Kubelík worked with all the great orchestras of the world, and he recorded for numerous labels including Deutsche Grammophon, Decca, EMI, Sony and Wergo, with a vast output both live and in the studio, of music ranging from the Baroque era to the 20th century. It includes the complete Dvořák Symphonies and Symphonic Poems with the Berlin Philharmonic Orchestra, hailed by the Penguin Guide to Recorded Classical Music as ‘among the finest ever recorded’, and his benchmark recording of Smetana’s Má Vlast with the Boston Symphony Orchestra.
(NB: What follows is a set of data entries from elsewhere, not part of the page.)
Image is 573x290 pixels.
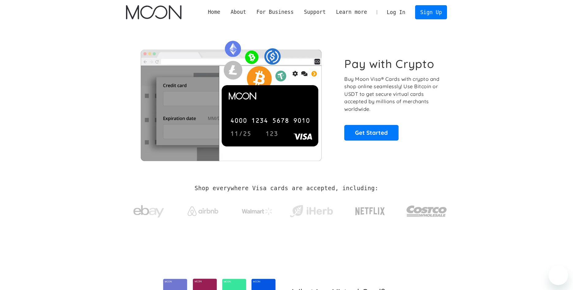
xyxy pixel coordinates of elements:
a: Log In [381,6,410,19]
div: Support [299,8,331,16]
img: iHerb [288,203,334,219]
div: Support [304,8,325,16]
a: Sign Up [415,5,447,19]
h2: Shop everywhere Visa cards are accepted, including: [195,185,378,192]
div: For Business [251,8,299,16]
a: Walmart [234,202,280,218]
img: Walmart [242,208,272,215]
a: Home [203,8,225,16]
a: Airbnb [180,200,226,219]
div: About [230,8,246,16]
a: iHerb [288,197,334,222]
a: ebay [126,196,172,224]
img: Moon Logo [126,5,181,19]
a: Get Started [344,125,398,140]
div: About [225,8,251,16]
img: ebay [133,202,164,221]
img: Airbnb [188,207,218,216]
img: Moon Cards let you spend your crypto anywhere Visa is accepted. [126,36,336,161]
p: Buy Moon Visa® Cards with crypto and shop online seamlessly! Use Bitcoin or USDT to get secure vi... [344,75,440,113]
div: Learn more [331,8,372,16]
a: home [126,5,181,19]
h1: Pay with Crypto [344,57,434,71]
iframe: Knapp för att öppna meddelandefönstret [548,266,568,285]
div: For Business [256,8,293,16]
div: Learn more [336,8,367,16]
img: Netflix [355,204,385,219]
a: Costco [406,194,447,226]
a: Netflix [343,198,397,222]
img: Costco [406,200,447,223]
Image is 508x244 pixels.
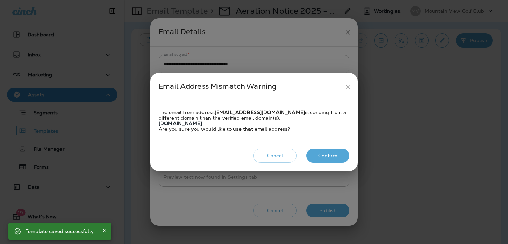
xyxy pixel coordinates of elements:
[159,110,349,132] div: The email from address is sending from a different domain than the verified email domain(s): Are ...
[215,109,305,115] strong: [EMAIL_ADDRESS][DOMAIN_NAME]
[306,149,349,163] button: Confirm
[26,225,95,237] div: Template saved successfully.
[159,81,342,93] div: Email Address Mismatch Warning
[100,226,109,235] button: Close
[342,81,354,93] button: close
[159,120,202,127] strong: [DOMAIN_NAME]
[253,149,297,163] button: Cancel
Other symphonic cycles from the classical and romantic eras include the complete symphonies of Beethoven, Brahms, and Schumann, the latter recorded by Sony with the Bavarian Radio Symphony Orchestra. His years with the Bavarian Radio Symphony Orchestra produced many concerts and recordings by which he is also fondly remembered. They include a highly regarded cycle of all the Mahler symphonies made between 1967 and 1971 for Deutsche Grammophon. 

Aside from conducting, Kubelík was a composer of a substantial body of music, including symphonies, concertos, choral works (among which three requiems and a Stabat Mater, which was premièred in Cologne in 1968), songs and chamber works. He also composed a number of operas including Veronika, which was staged at the National Theatre, Brno, in 1947. There are many recordings of Kubelík's compositions, including the 1967 Deutsche Grammophon recording of Quattro forme per archi with the English Chamber Orchestra (originally released in 1969, it was re-released in 2018), and the Exton recording of his Trio Concertante performed by the Kubelík Trio, released in 2016.

Throughout his life, Kubelík received many notable awards, honorary memberships, honorary doctorates, and knighthoods including, in 1996, the Honorary Knight Commander of the British Empire. In 1996 he was also awarded the Royal Philharmonic Society's Beethoven Gold Medal (Kubelík's father Jan also received the award in 1902).